Pp.
vs ASIS
G. G. R. No. 142531
H. October 15, 2002
FACTS:
The Court found Danilo Asis guilty beyond reasonable doubt of robbery with homicide
aggravated by abuse of confidence, superior strength and treachery for killing Yu Hing
Guan a.k.a. Roy Ching.
Diana Yu, sister of victim testified that she saw the two appellants, namely: Danilo Asis
and Gilbert Formento, and her brother (the victim), who are all deaf-mutes, talking in
sign language, she later on discovered that the sales proceeds of the preceding day were
missing and the necklace of her brother (victim) which he always wore was also missing.
SPO2 Pablo Ileto of WPD Homicide Section testified that he saw the victim lying
prostrate on the ground, barefooted, and clad only in brief, they coordinated with the
Hagunoy Bulacan police and searched the area. Diana Yu saw Gilbert Formento in a
delivery truck and she pointed him to them. Thereafter, they invited Gilbert Formento to
their office at the WPD Homicide Section. But before going to the WPD station, they
first brought Gilbert Formento to his house. Upon reaching the house, Diana Yu asked
from the wife of the suspect for the stolen money. However, they could not understand
each other, so the wife gave Diana Yu the bag of Gilbert Formento where Diana Yu
noticed the pair of shorts which belonged to the victim. PO2 Ileto noticed what appears to
be blood stains on the pair of shorts.
SPO1 Cabatbat received a phone call from a relative informing him that one of the
suspects, appellant Danilo Asis, went back to the scene of the crime, they brought Danilo
Asis to the police station for investigation, who expectedly denied having anything to do
with the killing of the victim.
The prosecution argues that the strongest piece of evidence damning appellants is the
victim’s bloodstained pair of short pants recovered from the bag of Gilbert Formento. It
argues that since the trousers were recovered from one of the appellants. Hence, the
present case.
ISSUE:
Whether or not the accused-appellants are guilty beyond reasonable doubt of the crime of
robbery with homicide notwithstanding the insufficiency of the circumstantial evidence
presented by the prosecution.
RULING:
No. There were no eyewitnesses to the robbery or to the homicide; and second, none of
the items allegedly stolen were recovered or presented in evidence. Certainly, it is not
only by direct evidence that the accused may be convicted of the crime charged.
Circumstantial evidence is resorted to when direct testimony would result in setting
felons free and deny proper protection to the community. The former is not a "weaker
form of evidence vis-à-vis the latter
The accused may be convicted on the basis of circumstantial evidence, provided the
proven circumstances constitute an unbroken chain leading to one fair reasonable
conclusion pointing to the accused, to the exclusion of all others, as the guilty person.
"Circumstantial evidence is akin to a tapestry; it should be made up of strands which
create a pattern when interwoven." This pattern should be reasonably consistent with the
hypothesis that the accused is guilty and at the same time totally inconsistent with the
proposition that he or she is innocent
SEC. 4. Circumstantial evidence, when sufficient. — Circumstantial evidence is
sufficient for conviction if:
(a) There is more than one circumstance;
(b) The facts from which the inferences are derived are proven; and
(c) The combination of all the circumstances is such as to produce a conviction beyond
reasonable doubt.
The Court cannot agree that the recovery of a bloodstained pair of shorts allegedly owned
by the victim should give rise to the presumption that one of the appellants was the "taker
and doer of the whole act" of robbery with homicide. By itself, the retrieval of the pair of
shorts does not prove that appellants, or even just one of them, robbed the trouser owner
of cash and jewelry and also killed him, as charged in the Information. Neither does it
show that appellants, or one of them, perpetrated the aggression leading to the victim’s
death.
The ownership of the pair of shorts was not definitively determined. And even granting
for the sake of argument that it indeed belonged to the victim, still, there is no evidence
to prove that it was taken from him on the night of the homicide. Neither can it be ruled
out that he might have lent it or gave it to either one of the two. It was neither
extraordinary nor impossible for him to have allowed Appellant Formento to use it,
considering that they were friends, and that they shared a commonality as deaf-mutes.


• **HOW TO COMPLETE THIS TASK**:
Pictures excluded, retype the lines from the one containing "Find the location of a particular element." through the last line of the data below, both included.

• **PROVIDED RECORDS**:

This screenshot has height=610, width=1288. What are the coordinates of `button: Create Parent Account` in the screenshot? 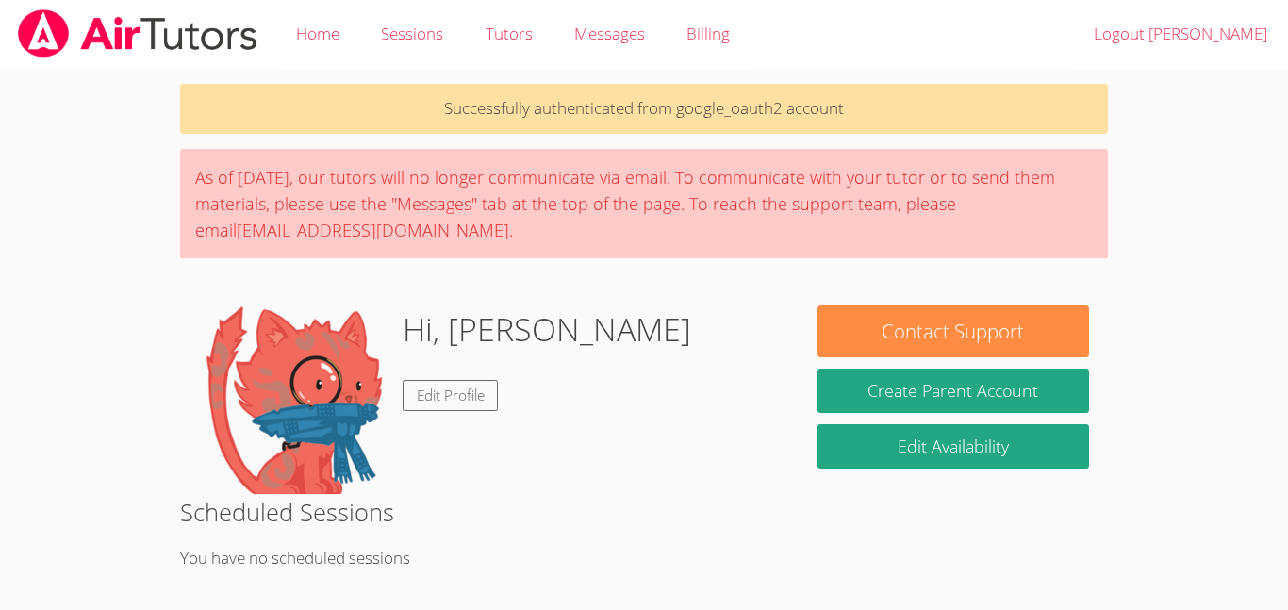 It's located at (953, 390).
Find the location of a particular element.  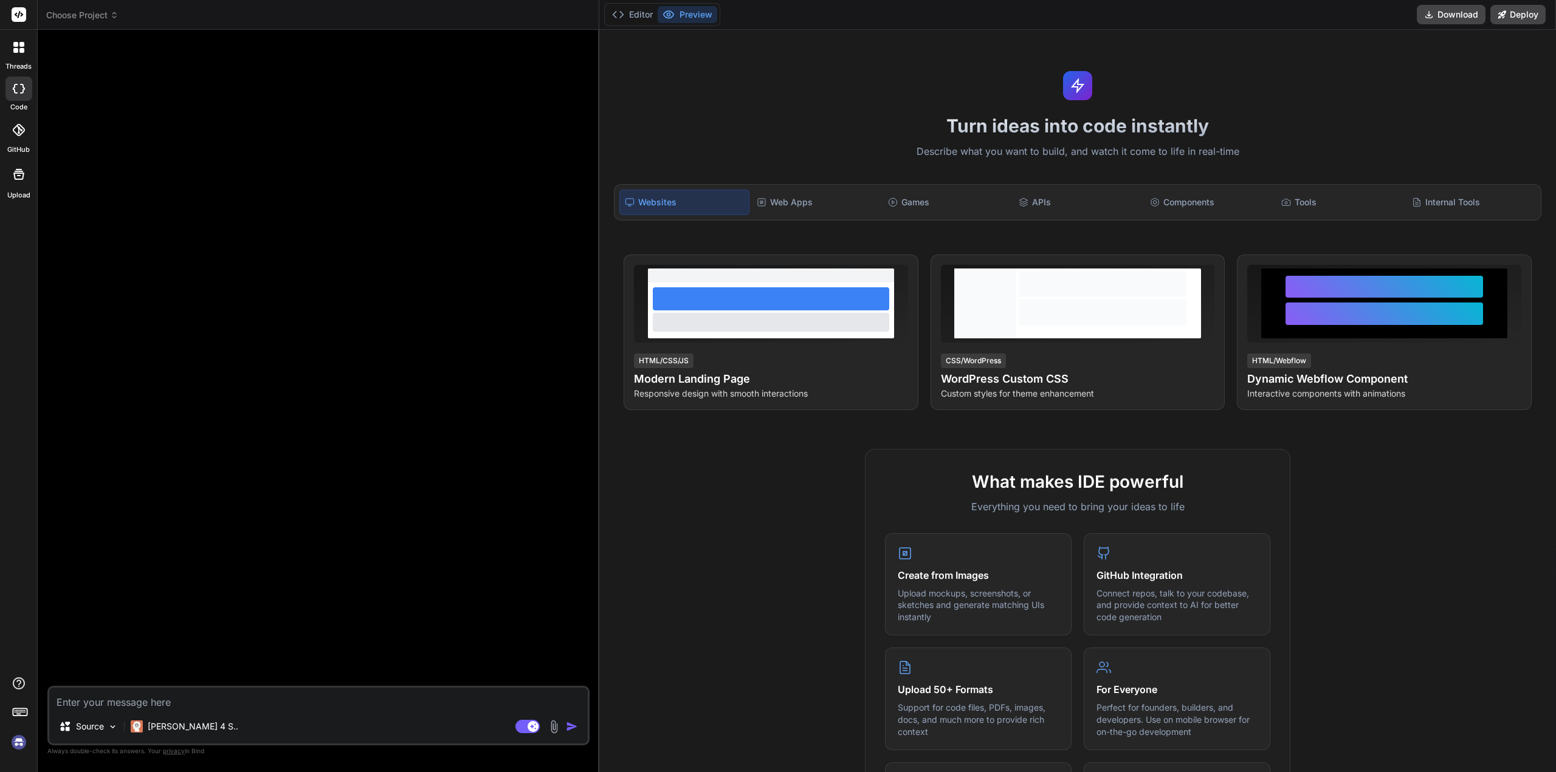

h4: GitHub Integration is located at coordinates (1177, 576).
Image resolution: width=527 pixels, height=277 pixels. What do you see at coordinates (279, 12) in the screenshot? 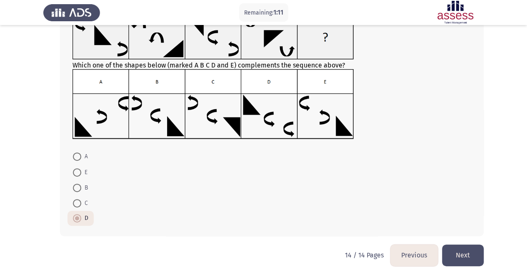
I see `span: 1:11` at bounding box center [279, 12].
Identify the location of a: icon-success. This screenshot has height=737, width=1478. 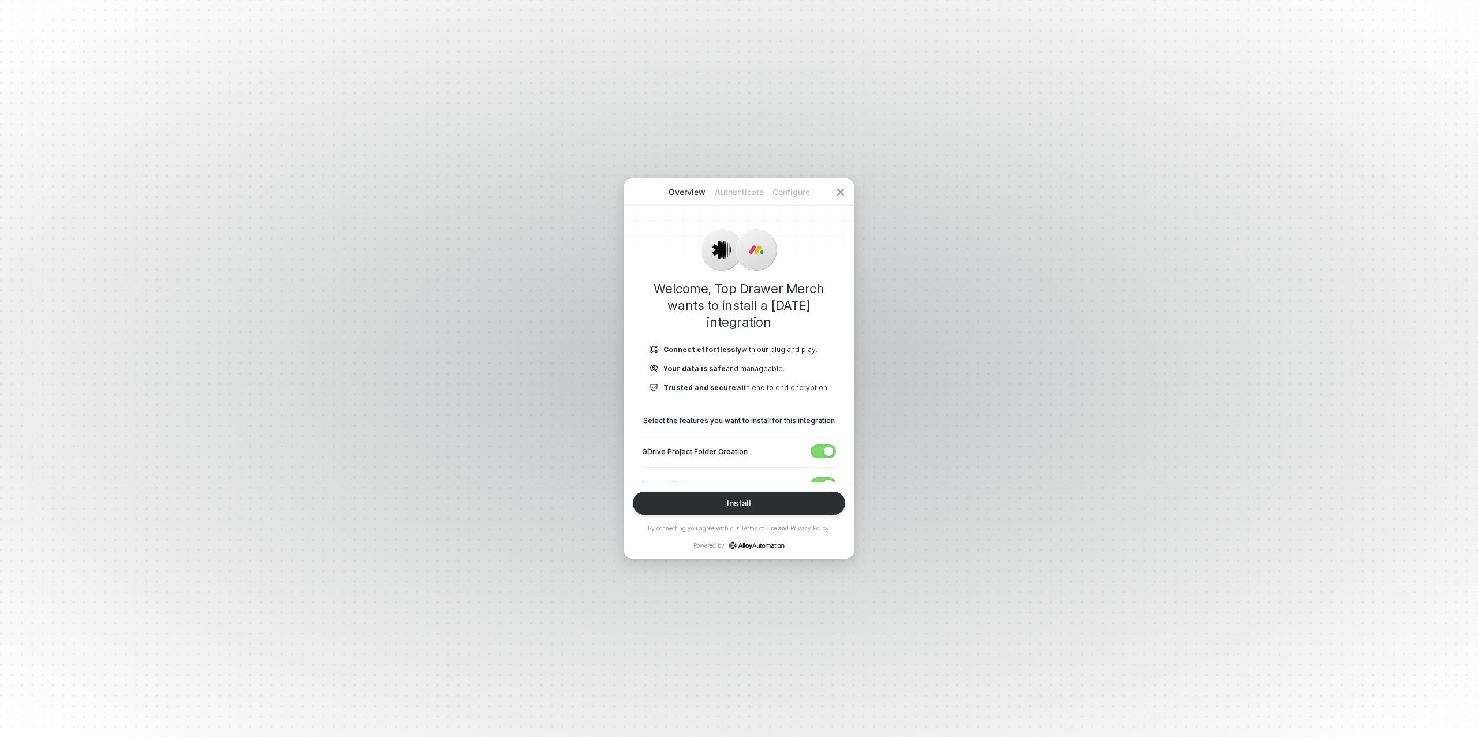
(757, 545).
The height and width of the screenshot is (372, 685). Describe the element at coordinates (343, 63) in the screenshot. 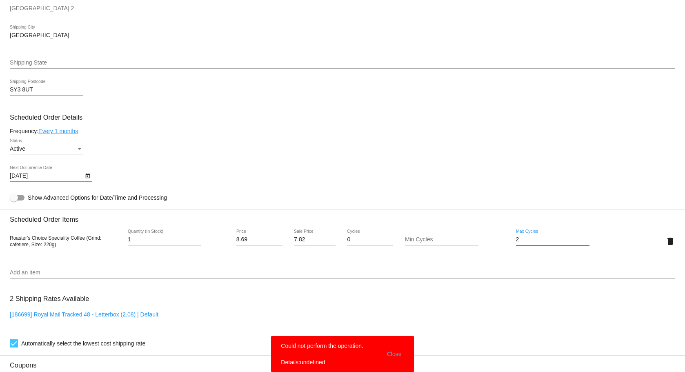

I see `input: Shipping State` at that location.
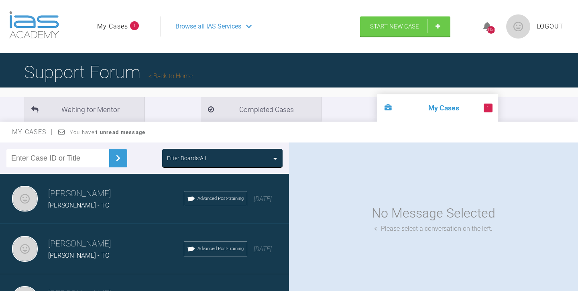 This screenshot has height=291, width=578. Describe the element at coordinates (112, 26) in the screenshot. I see `a: My Cases` at that location.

• **RESULT**:
Find the location of a particular element.  

h4: GitHub Integration is located at coordinates (1177, 576).
Image resolution: width=527 pixels, height=277 pixels. What do you see at coordinates (279, 12) in the screenshot? 
I see `span: 1:11` at bounding box center [279, 12].
Identify the location of a: icon-success. This screenshot has height=737, width=1478. 
(757, 545).
The height and width of the screenshot is (372, 685). Describe the element at coordinates (343, 63) in the screenshot. 

I see `input: Shipping State` at that location.
 This screenshot has height=291, width=578. Describe the element at coordinates (112, 26) in the screenshot. I see `a: My Cases` at that location.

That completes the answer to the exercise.